Thursday, July 17, 2008

Sinking Radio: The Kinks "Big Sky"


Here’s my weekly reminder to tune in to Sinking with Sylvia and Todd on Little Radio. The show airs Friday from Noon to 2:00 PM PST. Their guests tomorrow will be The Weather Underground. Those guys just got back from a big tour, including a set at Bonnaroo (the Village Voice labeled them “a band to watch”), so they should have some good tales to tell.

Each week on the show, there’s a featured You Set the Scene pick. Tomorrow my pick will be “Big Sky” by the Kinks. Longtime readers probably know that Ray Davies is my favorite lyricist of all time. Their albums from 1966 – 1971 rank right up there with the Beatles for me (blasphemous). There are a few candidates for my favorite song. “You Really Got Me” is still probably my favorite early rock ‘n’ roll song. “Waterloo Sunset” always makes me happy. “Shangri-La” blows me away every time I hear it.

So what makes “Big Sky” my favorite Kinks’ track? It won’t show up on any greatest hits collection by the Kinks. It’s track six on Village Green Preservation Society, which is hardly their best seller (although it is my favorite). It’s a song that works best given the context of the songs that surround it. But those lyrics. They’re simple on the surface, but go as deep as you want to take them.

Like most of the record, the song addresses frustration with modern society. It’s sung from the perspective of a stoic who gets overwhelmed. But he “think(s) of the big sky, and nothing matters much to me.” You can’t really be certain what Davies was thinking or trying to say when he wrote it. Many would say that he’s channeling Nietzsche (in his Ray way) and saying God is dead. Does he give a shit?

The guitar parts are pretty fantastic too.

Matthew Sweet and Yo La Tengo have both done pretty good covers of it too.

Tune in to Sinking Radio tomorrow to hear it.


What the task asks:
Say how many of the lines below include the word "bounding". Only the number should be given.

Entries provided:

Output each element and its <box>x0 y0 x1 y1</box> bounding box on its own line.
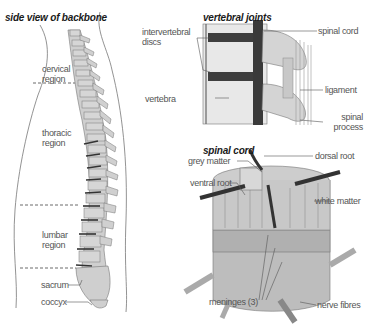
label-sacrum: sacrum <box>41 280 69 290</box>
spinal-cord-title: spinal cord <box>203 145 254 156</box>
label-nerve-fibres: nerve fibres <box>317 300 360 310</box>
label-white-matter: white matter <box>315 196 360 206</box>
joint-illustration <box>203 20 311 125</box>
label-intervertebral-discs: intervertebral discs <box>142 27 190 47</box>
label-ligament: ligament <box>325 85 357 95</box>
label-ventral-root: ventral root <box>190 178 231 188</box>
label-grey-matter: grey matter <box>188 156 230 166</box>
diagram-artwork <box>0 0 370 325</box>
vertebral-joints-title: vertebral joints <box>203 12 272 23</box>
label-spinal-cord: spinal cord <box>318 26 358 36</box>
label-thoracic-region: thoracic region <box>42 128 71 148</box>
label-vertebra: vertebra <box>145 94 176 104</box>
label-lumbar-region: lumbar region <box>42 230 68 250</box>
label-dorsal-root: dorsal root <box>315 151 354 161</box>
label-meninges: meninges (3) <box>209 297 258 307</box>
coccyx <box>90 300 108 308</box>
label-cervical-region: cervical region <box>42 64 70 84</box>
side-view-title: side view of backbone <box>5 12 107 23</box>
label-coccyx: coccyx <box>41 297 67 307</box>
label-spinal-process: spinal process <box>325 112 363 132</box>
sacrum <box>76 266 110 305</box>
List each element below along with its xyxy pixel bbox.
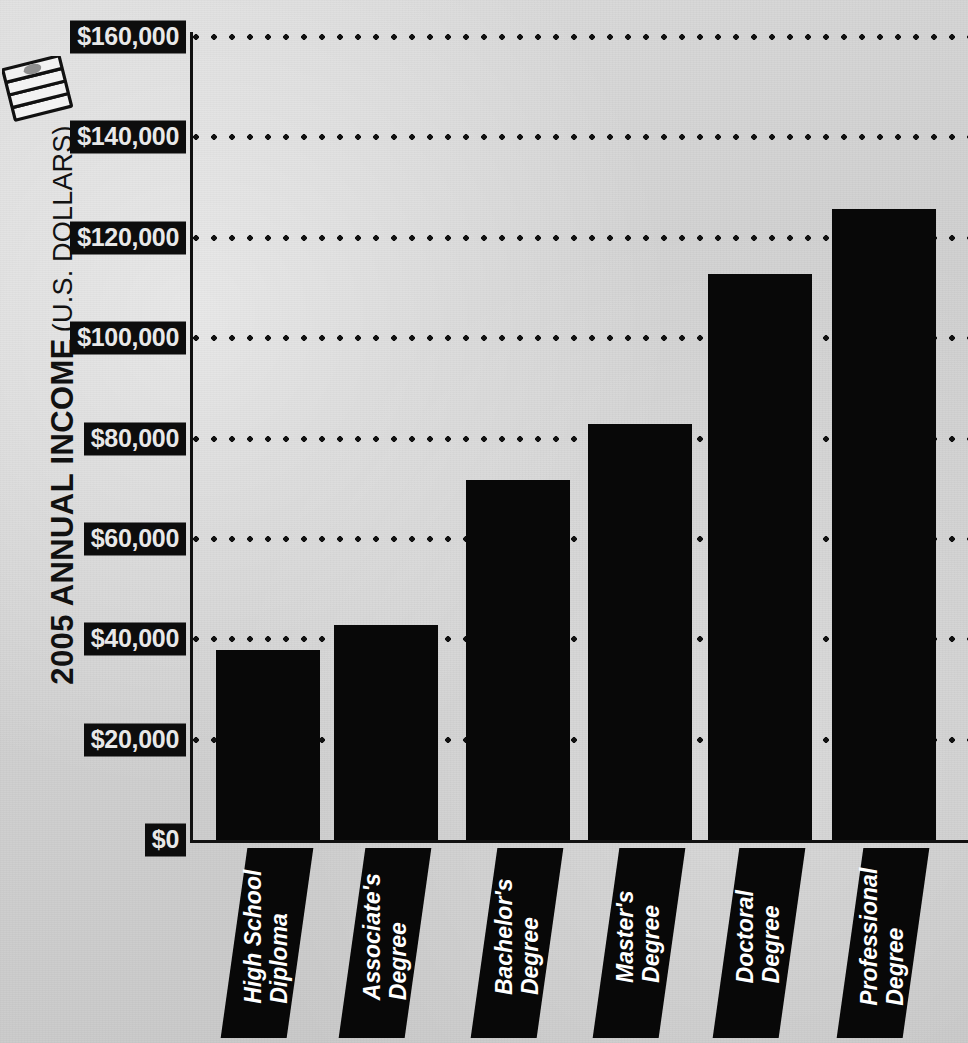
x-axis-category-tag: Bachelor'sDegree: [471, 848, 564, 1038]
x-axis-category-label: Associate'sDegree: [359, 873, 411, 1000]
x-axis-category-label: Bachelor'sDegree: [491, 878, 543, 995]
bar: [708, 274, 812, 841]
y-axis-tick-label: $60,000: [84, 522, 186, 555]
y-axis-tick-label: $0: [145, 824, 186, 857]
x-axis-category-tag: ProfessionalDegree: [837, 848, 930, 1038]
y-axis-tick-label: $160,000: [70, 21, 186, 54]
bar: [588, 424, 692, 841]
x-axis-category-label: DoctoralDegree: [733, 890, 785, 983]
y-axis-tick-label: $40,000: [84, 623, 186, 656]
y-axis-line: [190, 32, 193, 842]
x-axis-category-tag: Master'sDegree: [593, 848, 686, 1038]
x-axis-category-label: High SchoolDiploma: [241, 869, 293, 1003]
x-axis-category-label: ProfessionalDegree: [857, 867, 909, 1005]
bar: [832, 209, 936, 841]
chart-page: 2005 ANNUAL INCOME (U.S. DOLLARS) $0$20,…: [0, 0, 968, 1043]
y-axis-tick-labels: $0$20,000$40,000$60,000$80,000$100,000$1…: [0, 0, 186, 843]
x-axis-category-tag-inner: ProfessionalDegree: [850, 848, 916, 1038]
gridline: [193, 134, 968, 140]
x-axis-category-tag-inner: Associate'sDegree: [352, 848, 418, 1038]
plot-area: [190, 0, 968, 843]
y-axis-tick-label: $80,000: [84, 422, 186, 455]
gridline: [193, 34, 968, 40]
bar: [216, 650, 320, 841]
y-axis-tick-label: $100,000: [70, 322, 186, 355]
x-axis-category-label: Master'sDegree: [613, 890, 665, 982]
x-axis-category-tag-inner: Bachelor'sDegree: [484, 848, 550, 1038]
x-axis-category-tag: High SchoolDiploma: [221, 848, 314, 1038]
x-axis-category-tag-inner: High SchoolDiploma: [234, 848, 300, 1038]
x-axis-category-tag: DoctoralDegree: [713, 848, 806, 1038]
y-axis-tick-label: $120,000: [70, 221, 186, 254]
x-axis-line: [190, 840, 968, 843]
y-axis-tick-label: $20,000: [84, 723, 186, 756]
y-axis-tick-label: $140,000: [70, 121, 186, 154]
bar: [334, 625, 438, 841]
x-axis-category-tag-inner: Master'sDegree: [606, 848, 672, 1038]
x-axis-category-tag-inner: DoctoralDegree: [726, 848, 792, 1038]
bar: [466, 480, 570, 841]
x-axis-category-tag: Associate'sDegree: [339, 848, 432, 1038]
* * *
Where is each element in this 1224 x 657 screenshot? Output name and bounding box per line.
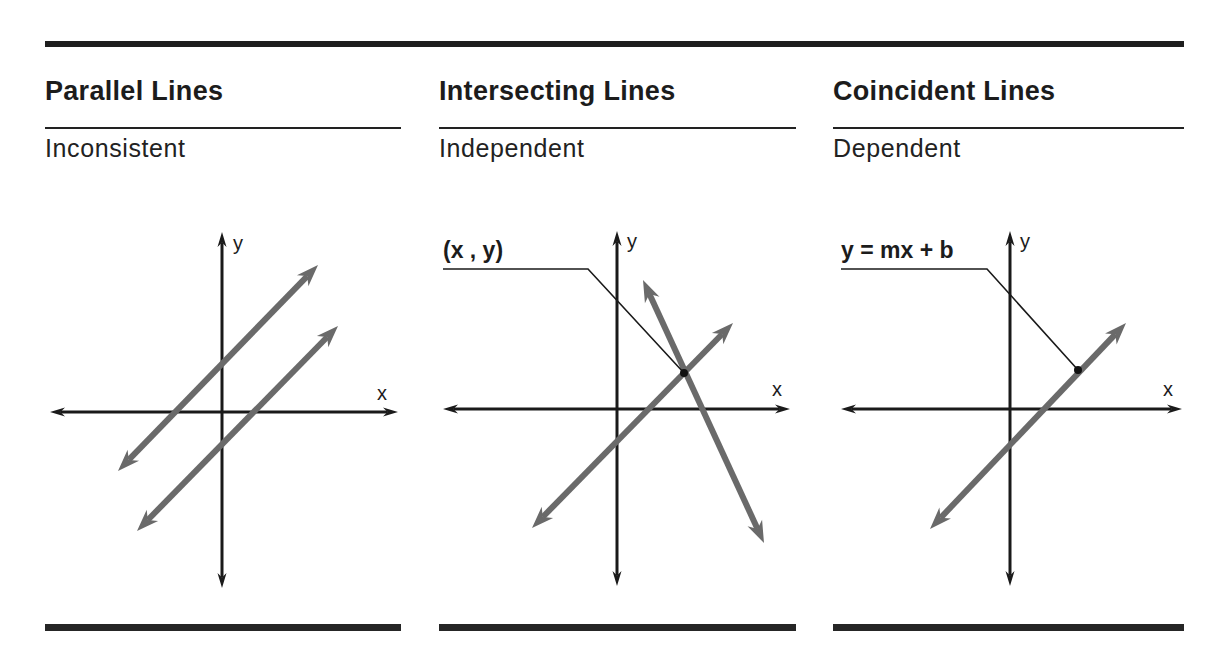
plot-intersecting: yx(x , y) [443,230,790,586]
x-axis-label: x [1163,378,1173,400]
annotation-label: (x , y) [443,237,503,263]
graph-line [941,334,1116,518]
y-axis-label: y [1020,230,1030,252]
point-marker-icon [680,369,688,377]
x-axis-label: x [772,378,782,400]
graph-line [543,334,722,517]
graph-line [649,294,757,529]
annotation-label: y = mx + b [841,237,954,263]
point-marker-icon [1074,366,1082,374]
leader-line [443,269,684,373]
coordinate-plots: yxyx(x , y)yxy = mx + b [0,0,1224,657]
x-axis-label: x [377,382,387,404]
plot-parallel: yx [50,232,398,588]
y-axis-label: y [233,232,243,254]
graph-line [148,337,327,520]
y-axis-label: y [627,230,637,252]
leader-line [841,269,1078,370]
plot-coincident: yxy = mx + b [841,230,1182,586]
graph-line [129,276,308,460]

Problem solution:
2